The dalesmen gathered about the fire at the Red Lion with the silence that comes of awe.

“A sad hap, this,” said Reuben Thwaite, lifting both hands.

“I reckon we must all turn out at the edge of the dawn to-morrow, and see what we can do to find old Betsy,” said Mr. Jackson.

Matthew Branthwaite's sagest saws had failed him. Such a contingency as this had never been foreseen by that dispenser of proverbs. It had lifted him out of himself. Matthew's sturdy individualism might have taken the form of liberalism, or perhaps materialism, if it had appeared two centuries later; but in the period in which his years were cast, the art of keeping close to the ground had not been fully learned. Matthew was filled with a sentiment which he neither knew nor attempted to define. At least he was sure that the mare was not to be caught. It was to be a dispensation somehow and someway that the horse should gallop over the hills with its dead burden to its back from year's end to year's end. When Mr. Jackson suggested that they should start out in search of it, Matthew said,—

“Nay, John, nowt of the sort. Ye may gang ower the fell, but ye'll git na Betsy. It's as I telt thee; it's a Fate. It'll be a tale for iv'ry mother to flyte childer with.”
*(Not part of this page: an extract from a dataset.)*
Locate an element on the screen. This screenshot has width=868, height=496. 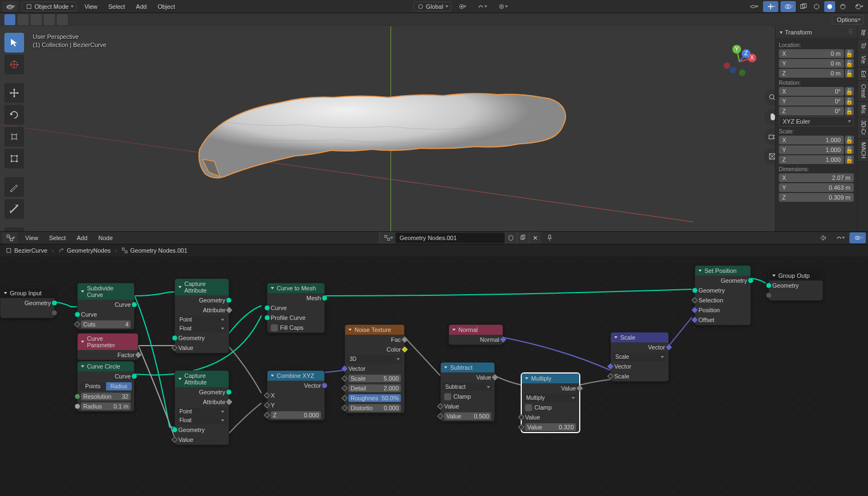
node-curve-circle: Curve Circle Curve PointsRadius Resoluti… is located at coordinates (106, 386).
“The wind did come with a great bouze,” said John. “It must have been the helm-wind, for sure; yet I cannot mind that I saw the helm-bar. Never in my born days did I see a horse go off with such a burr.”
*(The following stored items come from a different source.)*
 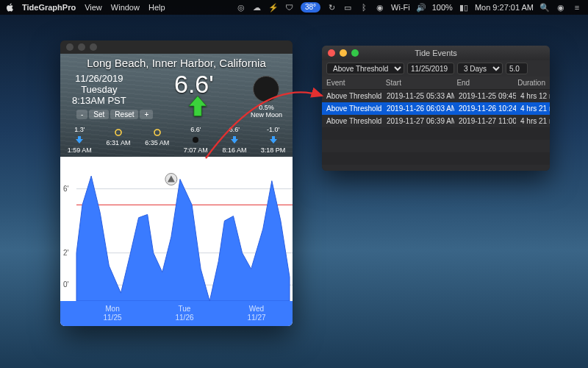 I want to click on col-duration: Duration, so click(x=531, y=82).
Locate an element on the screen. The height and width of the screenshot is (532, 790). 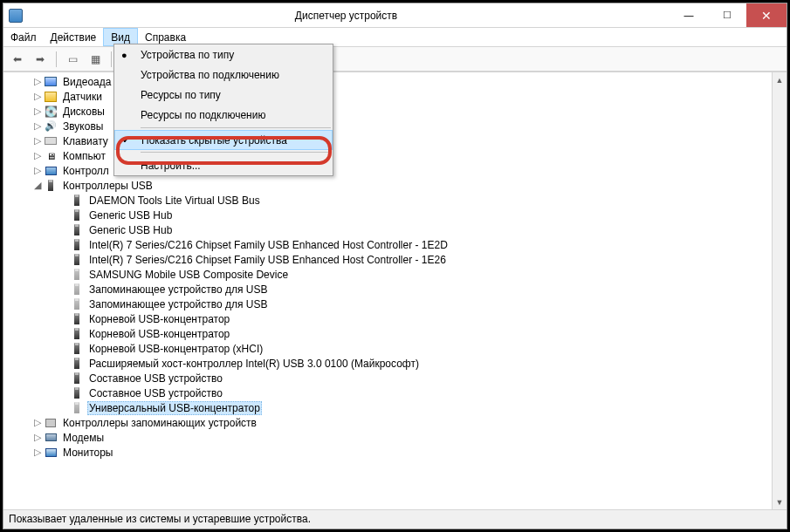
minimize-button is located at coordinates (689, 16).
“And you could not catch hold on it, any of you, ey?” asked one of the company with a shadow of a sneer.

“Shaf! dost thoo think yon fell's like a blind lonnin?” said Matthew.

“Nay, but it's a bent place,” continued Mr. Jackson. “How it dizzied and dozzled, too! And what a fratch yon was! My word! but Ralph did ding them over, both of them!”

“He favors his father, does Ralph,” said Matthew.